The task: Would you return the lines between the one holding "Image resolution: width=2474" and the one holding "Task: Click on the System and Security", inclusive, and only those, exactly as they stand in the listing below?
▽
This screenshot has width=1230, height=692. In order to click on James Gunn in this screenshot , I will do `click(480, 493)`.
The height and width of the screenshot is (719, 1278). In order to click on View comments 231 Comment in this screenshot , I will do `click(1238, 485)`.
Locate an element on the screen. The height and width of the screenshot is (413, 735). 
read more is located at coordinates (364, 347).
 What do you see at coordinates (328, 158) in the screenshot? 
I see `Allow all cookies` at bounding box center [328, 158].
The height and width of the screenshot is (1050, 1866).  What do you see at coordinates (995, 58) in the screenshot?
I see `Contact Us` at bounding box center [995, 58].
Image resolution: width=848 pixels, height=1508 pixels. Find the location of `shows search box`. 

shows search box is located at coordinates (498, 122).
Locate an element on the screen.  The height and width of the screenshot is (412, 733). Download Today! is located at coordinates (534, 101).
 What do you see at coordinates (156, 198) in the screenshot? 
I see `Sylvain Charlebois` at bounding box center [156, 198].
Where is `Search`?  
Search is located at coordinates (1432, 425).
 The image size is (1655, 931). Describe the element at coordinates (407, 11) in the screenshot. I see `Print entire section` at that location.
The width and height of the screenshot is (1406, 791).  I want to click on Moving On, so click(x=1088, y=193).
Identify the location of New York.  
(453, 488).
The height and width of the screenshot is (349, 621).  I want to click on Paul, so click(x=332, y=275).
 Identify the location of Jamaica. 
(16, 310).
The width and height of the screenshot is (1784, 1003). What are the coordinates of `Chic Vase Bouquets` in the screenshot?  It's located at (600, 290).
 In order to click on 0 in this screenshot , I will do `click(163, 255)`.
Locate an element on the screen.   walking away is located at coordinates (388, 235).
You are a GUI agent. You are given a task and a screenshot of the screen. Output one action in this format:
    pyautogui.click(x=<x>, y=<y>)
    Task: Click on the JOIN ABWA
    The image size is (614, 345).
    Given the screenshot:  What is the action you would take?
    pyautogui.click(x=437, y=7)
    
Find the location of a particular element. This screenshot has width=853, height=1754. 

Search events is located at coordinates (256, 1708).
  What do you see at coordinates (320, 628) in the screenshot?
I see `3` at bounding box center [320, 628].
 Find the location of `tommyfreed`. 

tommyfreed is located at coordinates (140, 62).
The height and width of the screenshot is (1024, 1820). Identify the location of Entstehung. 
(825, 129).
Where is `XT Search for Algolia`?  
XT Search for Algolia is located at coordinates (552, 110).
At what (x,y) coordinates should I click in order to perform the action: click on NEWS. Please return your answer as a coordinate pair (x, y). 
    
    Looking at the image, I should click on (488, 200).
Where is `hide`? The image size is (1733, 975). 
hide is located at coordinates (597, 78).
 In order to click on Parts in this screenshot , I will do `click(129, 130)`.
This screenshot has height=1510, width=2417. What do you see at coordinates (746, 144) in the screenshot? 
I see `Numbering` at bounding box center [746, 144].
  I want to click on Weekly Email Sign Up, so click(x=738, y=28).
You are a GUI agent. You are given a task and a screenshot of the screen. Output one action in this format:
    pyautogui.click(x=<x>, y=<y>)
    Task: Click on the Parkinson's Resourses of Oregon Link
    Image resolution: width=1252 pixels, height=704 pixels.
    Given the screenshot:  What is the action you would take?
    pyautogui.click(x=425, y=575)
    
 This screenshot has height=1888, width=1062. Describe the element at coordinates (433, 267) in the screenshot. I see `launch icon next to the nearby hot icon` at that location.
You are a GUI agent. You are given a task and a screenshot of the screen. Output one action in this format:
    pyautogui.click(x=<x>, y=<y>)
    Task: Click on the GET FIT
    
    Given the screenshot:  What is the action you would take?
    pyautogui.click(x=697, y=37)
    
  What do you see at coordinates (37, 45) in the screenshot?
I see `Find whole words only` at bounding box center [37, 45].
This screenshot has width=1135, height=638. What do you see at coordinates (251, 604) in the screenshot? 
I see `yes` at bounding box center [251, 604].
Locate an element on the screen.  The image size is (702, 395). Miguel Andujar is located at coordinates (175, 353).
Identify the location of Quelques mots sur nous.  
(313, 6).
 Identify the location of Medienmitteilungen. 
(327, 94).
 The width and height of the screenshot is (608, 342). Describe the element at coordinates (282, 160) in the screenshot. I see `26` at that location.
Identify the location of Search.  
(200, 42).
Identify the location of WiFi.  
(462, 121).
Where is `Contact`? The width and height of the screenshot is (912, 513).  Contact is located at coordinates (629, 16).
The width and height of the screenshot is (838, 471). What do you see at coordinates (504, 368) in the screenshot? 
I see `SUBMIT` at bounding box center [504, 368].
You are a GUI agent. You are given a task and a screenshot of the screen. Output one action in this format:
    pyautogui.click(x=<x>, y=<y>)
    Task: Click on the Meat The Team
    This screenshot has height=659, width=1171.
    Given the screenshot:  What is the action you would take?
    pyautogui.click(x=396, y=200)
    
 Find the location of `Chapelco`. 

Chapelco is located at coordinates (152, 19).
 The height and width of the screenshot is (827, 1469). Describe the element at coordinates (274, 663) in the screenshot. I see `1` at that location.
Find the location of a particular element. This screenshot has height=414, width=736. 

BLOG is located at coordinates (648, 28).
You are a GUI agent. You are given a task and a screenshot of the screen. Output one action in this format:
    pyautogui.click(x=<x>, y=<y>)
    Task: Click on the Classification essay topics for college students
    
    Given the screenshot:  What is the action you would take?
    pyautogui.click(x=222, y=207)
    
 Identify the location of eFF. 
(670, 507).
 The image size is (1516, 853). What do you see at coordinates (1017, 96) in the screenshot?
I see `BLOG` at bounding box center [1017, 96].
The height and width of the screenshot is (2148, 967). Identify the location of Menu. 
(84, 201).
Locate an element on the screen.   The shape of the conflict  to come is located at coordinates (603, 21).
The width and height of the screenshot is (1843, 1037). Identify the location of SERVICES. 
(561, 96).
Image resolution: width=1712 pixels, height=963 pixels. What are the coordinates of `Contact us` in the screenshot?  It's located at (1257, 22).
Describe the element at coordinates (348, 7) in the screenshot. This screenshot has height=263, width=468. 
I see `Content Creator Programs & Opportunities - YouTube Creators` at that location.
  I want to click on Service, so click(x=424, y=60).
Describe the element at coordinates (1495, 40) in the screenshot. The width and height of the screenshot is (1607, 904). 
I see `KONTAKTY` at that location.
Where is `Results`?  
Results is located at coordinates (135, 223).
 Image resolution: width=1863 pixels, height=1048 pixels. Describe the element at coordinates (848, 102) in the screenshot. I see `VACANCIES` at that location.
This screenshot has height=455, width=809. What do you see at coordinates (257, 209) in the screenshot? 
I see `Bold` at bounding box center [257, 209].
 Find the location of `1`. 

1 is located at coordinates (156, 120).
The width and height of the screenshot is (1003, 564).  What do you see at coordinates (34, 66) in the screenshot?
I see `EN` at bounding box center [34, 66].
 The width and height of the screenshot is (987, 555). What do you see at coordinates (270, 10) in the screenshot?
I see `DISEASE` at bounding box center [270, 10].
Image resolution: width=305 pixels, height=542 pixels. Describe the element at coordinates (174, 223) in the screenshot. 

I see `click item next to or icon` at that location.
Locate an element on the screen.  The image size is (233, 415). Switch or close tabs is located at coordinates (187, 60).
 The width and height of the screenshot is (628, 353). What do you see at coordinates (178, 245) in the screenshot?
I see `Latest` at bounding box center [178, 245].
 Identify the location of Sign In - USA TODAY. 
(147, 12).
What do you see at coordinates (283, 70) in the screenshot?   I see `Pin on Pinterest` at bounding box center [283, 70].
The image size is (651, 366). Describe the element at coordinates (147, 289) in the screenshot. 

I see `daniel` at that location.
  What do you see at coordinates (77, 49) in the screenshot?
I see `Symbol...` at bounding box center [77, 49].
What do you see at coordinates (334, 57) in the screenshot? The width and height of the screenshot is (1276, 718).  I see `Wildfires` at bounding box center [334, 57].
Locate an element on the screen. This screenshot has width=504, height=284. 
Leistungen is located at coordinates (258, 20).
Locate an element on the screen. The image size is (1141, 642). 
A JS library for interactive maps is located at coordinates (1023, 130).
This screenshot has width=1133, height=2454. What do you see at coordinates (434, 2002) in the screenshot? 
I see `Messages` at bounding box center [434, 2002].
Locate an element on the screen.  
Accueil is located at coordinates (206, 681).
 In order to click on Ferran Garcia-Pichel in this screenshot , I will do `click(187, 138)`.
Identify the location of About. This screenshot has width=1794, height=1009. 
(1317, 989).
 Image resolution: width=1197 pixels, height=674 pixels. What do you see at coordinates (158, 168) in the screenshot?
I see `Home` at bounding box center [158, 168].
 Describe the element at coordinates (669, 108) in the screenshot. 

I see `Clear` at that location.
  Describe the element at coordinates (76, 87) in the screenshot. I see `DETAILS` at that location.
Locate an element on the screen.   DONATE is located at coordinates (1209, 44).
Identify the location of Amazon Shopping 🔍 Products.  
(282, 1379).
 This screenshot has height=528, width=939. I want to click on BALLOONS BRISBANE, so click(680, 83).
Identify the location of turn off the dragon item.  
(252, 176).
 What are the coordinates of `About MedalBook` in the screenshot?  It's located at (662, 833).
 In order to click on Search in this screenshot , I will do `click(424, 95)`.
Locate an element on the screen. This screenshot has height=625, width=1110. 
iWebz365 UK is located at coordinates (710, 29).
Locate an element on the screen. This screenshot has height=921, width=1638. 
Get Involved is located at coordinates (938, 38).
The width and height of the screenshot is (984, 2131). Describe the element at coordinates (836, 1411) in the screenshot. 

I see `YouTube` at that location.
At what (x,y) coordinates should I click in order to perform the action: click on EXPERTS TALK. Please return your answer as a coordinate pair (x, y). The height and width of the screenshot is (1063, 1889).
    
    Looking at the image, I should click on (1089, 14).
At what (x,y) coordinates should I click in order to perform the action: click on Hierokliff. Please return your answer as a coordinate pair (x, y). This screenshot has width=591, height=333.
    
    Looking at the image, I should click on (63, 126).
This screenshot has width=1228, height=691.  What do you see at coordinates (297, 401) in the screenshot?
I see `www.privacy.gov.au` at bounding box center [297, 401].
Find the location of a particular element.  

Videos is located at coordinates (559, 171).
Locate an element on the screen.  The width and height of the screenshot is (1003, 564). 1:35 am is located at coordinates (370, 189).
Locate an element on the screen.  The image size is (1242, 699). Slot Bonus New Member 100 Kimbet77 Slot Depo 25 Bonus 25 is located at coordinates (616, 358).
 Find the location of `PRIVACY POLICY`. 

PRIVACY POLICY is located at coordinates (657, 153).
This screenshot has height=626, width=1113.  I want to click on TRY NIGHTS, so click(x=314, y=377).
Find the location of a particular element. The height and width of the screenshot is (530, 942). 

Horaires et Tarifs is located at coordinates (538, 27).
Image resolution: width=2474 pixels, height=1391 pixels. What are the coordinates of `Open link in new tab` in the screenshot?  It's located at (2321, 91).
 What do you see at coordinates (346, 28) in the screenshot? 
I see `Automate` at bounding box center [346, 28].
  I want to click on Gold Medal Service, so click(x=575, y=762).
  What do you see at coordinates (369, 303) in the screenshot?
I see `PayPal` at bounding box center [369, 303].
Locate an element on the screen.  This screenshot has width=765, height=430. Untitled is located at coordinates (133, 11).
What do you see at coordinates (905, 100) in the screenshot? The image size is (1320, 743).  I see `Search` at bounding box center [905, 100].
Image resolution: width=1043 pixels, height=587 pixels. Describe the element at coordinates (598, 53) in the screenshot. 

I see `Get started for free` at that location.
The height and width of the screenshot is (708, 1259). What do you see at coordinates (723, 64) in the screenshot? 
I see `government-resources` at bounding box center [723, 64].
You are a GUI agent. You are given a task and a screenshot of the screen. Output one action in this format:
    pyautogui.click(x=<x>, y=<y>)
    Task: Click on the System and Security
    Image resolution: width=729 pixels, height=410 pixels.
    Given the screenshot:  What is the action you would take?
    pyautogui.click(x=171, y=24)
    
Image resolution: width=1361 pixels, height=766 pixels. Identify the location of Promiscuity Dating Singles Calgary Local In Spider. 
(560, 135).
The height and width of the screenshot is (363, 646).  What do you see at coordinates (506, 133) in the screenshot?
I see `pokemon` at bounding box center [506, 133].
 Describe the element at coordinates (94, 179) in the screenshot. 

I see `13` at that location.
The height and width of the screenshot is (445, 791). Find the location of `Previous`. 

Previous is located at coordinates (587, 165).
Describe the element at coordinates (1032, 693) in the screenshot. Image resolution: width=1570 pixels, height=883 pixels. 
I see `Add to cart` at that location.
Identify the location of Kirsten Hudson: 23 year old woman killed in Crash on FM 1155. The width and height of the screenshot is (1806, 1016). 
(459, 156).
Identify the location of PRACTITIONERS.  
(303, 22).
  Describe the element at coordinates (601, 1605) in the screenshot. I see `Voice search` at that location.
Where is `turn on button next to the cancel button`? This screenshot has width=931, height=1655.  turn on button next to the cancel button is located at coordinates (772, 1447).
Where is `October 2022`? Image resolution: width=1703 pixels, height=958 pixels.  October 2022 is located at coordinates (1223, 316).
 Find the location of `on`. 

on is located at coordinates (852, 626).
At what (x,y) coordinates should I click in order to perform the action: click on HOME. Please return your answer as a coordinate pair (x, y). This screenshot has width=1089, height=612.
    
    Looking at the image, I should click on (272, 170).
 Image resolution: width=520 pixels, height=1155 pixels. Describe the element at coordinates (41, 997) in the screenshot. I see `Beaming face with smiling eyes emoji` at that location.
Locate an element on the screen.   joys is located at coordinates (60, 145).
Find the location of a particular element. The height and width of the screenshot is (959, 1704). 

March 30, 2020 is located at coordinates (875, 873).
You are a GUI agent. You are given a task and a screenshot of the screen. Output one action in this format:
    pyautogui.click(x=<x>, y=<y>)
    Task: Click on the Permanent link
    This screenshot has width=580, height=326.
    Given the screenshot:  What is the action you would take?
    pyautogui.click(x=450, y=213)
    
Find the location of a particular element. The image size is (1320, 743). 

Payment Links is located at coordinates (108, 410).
△
Your solution:
Image resolution: width=2474 pixels, height=1391 pixels. What are the coordinates of `Open link in new tab` in the screenshot?  It's located at (2321, 91).
 What do you see at coordinates (346, 28) in the screenshot? 
I see `Automate` at bounding box center [346, 28].
  I want to click on Gold Medal Service, so click(x=575, y=762).
  What do you see at coordinates (369, 303) in the screenshot?
I see `PayPal` at bounding box center [369, 303].
Locate an element on the screen.  This screenshot has width=765, height=430. Untitled is located at coordinates (133, 11).
What do you see at coordinates (905, 100) in the screenshot? The image size is (1320, 743).  I see `Search` at bounding box center [905, 100].
Image resolution: width=1043 pixels, height=587 pixels. Describe the element at coordinates (598, 53) in the screenshot. 

I see `Get started for free` at that location.
The height and width of the screenshot is (708, 1259). What do you see at coordinates (723, 64) in the screenshot? 
I see `government-resources` at bounding box center [723, 64].
You are a GUI agent. You are given a task and a screenshot of the screen. Output one action in this format:
    pyautogui.click(x=<x>, y=<y>)
    Task: Click on the System and Security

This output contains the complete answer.